Pubdate: Thu, 21 Jan 99
Source: Des Moines Register (IA)
Copyright: 1999, The Des Moines Register.
Website: http://www.dmregister.com/
Contact:  9A
Author: David M. Elderkin

PRISONS AREN'T ANSWER TO DRUG PROBLEM

10 Years Ago, Rehnquist Warned That These Cases Would Cripple Our
Courts

A front-page article in the Jan. 9 Register stated that "unless Iowa
curtails the growth of its prison population, the state will need to
build at least six news prisons by 2008.  They would cost about $175
million to build and cost more than $285 million if the money were
borrowed.  The number of our prisoners in Iowa jails will go to more
than 14,000 over the next decade, in which event Iowa will need to
construct the equivalent of six 750-bed prisons simply to maintain a
prison system operating at less than 140 percent of its designed capacity."

It seems to me that it might take a little more than our politicians'
wisdom, but a little less than a genius, to first analyze whom we are
putting in these prisons and why.

Roughly 60 percent of the inmates in Iowa prisons are those arrested
for drug offenses - about one-third of whom are there not for selling,
but for simple drug possession.  About another third are there for
larceny, robbery and murder in order to get enough money to buy drugs.

We have an obsession that drug use can be eliminated or curtailed by
putting people in jail.  And if this doesn't do it, we extend the jail
terms with mandatory sentences.  New federal sentencing guidelines
provide that a person caught with crack cocaine, with no prior
convictions, can be given life in prison with no chance of parole.

Senator Charles Grassley 10 years ago in an essay in the Register
stated that a reinvigorated criminal system will attack the problem at
its point of attack against American society.  He said it would take
back the streets and provide a drug-free America tomorrow.  Well, this
is tomorrow. Even as moderate a person as Gov. Tom Vilsack wants to
give meth dealers life imprisonment. Grassley also stated that drug
users are enemies of society, echoing William Bennett, the first drug
czar, who made the statement as he was putting out a cigarette.

It isn't that we haven't been warned.  Ten years ago, Chief Justice
William Rehnquist warned that drug cases were crippling our courts. 
U.S. District Judge Lawrence Irving of San Diego announced his
resignation: "It's a game I can't continue to play."  He had sentenced
some 900 people for drug convictions, and he said, "Every time I put
somebody in jail, I get five more.  There is so much money in it that
there is always somebody to fill their shoes."

Judge Myron H. Bright of the 8th Circuit, which includes Iowa, said,
"This is the time to call a halt to unnecessary and expensive costs of
putting people in prison for a long time based upon the mistaken
notion that such an effort will win the war on drugs."

According to the U.S. Customs Service, the war on drugs has not made a
dent in the total drug supply.  Nor has filling our jails and
penitentiaries cut down on the number of drug dealers.  There is
simply too much money involved.

Most important, all of the drug war - with its billions of dollars
spent, with its mandatory jail sentences, with its additional prisons
- - hasn't reduced the demand one whit.  I don't for a moment advocate
or sympathize with the use of drugs.  We haven't had a drug-free
society since the first human being dropped out of the trees and
nibbled on a betel nut. Why this is true, I don't know.  Certainly it
must be addressed and up a point it can be, but not by the clumsy
method of carting everyone off to jail.  As we are beginning to find,
we don't have enough jails.

Of the billions of dollars we've spent on the drug war, 70 percent
goes for police arrests, prosecutions and imprisonment.  Only 30
percent is spent on education and treatment.  Not too long ago, an
attempt was made in Congress to reverse this percentage and spend 70
percent for education and treatment.   It was defeated.  Ask your
representatives in Washington how they voted on this one.

The London Economist raised the question, "How long will the American
people permit this bloody and useless war to continue?"  The answer, I
think, is just as long as the people fall for the propaganda that
decriminalizing drugs will make zombies of us a and just as long as
they fall for the political propaganda that drug usage can be
controlled or eliminated by force.

Refreshingly, the scene is changing a little.   Federal drug czar
Barry McCaffrey has made at least a 90-degree turn from the Bennett
line by publicly stating that the drug answer is not to see how many
people we can lock up.

And the splendid Jan. 10 essay by U.S. District Judge Robert Pratt on
senseless sentencing is particularly rewarding.  Perhaps, as Freud
observed, "The voice of the intellect is soft, but
persistent."

DAVID M. ELDERKIN, Cedar Rapids attorney.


Problem to work on:
Please reproduce the entries below exactly as they stand, but leave the pictures out.

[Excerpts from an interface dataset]
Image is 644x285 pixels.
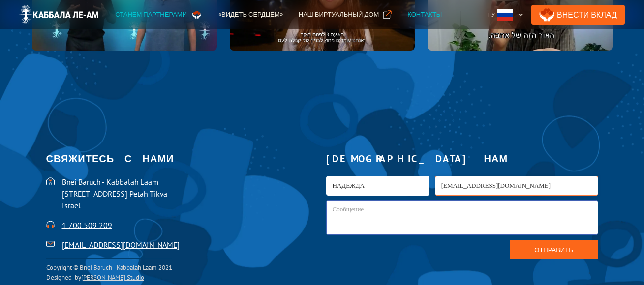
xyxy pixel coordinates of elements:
h2: Свяжитесь с нами [46,149,318,168]
a: Внести Вклад [531,5,625,24]
div: Ру [484,5,527,24]
a: 1 700 509 209 [62,220,112,230]
p: Bnei Baruch - Kabbalah Laam [STREET_ADDRESS] Petah Tikva Israel [62,176,318,211]
input: Имя [326,176,430,195]
div: Designed by [46,272,172,282]
input: Электронная почта [434,176,598,195]
a: Контакты [400,5,450,24]
a: «Видеть сердцем» [210,5,290,24]
div: Ру [488,10,495,19]
div: «Видеть сердцем» [219,10,283,19]
div: Copyright © Bnei Baruch - Kabbalah Laam 2021 [46,263,172,272]
a: [PERSON_NAME] Studio [81,273,144,282]
div: Контакты [407,10,441,19]
a: [EMAIL_ADDRESS][DOMAIN_NAME] [62,240,180,250]
h2: [DEMOGRAPHIC_DATA] нам [326,149,598,168]
div: Станем партнерами [115,10,187,19]
a: Станем партнерами [107,5,210,24]
a: Наш виртуальный дом [290,5,400,24]
input: Отправить [510,240,598,259]
div: Наш виртуальный дом [299,10,379,19]
form: kab1-Russian [326,176,598,259]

Answer:
Image is 644x285 pixels.
xyxy pixel coordinates of elements:
h2: Свяжитесь с нами [46,149,318,168]
a: Внести Вклад [531,5,625,24]
div: Ру [484,5,527,24]
a: 1 700 509 209 [62,220,112,230]
p: Bnei Baruch - Kabbalah Laam [STREET_ADDRESS] Petah Tikva Israel [62,176,318,211]
input: Имя [326,176,430,195]
div: Designed by [46,272,172,282]
input: Электронная почта [434,176,598,195]
a: Контакты [400,5,450,24]
a: «Видеть сердцем» [210,5,290,24]
div: Ру [488,10,495,19]
div: «Видеть сердцем» [219,10,283,19]
div: Copyright © Bnei Baruch - Kabbalah Laam 2021 [46,263,172,272]
a: [PERSON_NAME] Studio [81,273,144,282]
div: Контакты [407,10,441,19]
a: [EMAIL_ADDRESS][DOMAIN_NAME] [62,240,180,250]
h2: [DEMOGRAPHIC_DATA] нам [326,149,598,168]
div: Станем партнерами [115,10,187,19]
a: Станем партнерами [107,5,210,24]
a: Наш виртуальный дом [290,5,400,24]
input: Отправить [510,240,598,259]
div: Наш виртуальный дом [299,10,379,19]
form: kab1-Russian [326,176,598,259]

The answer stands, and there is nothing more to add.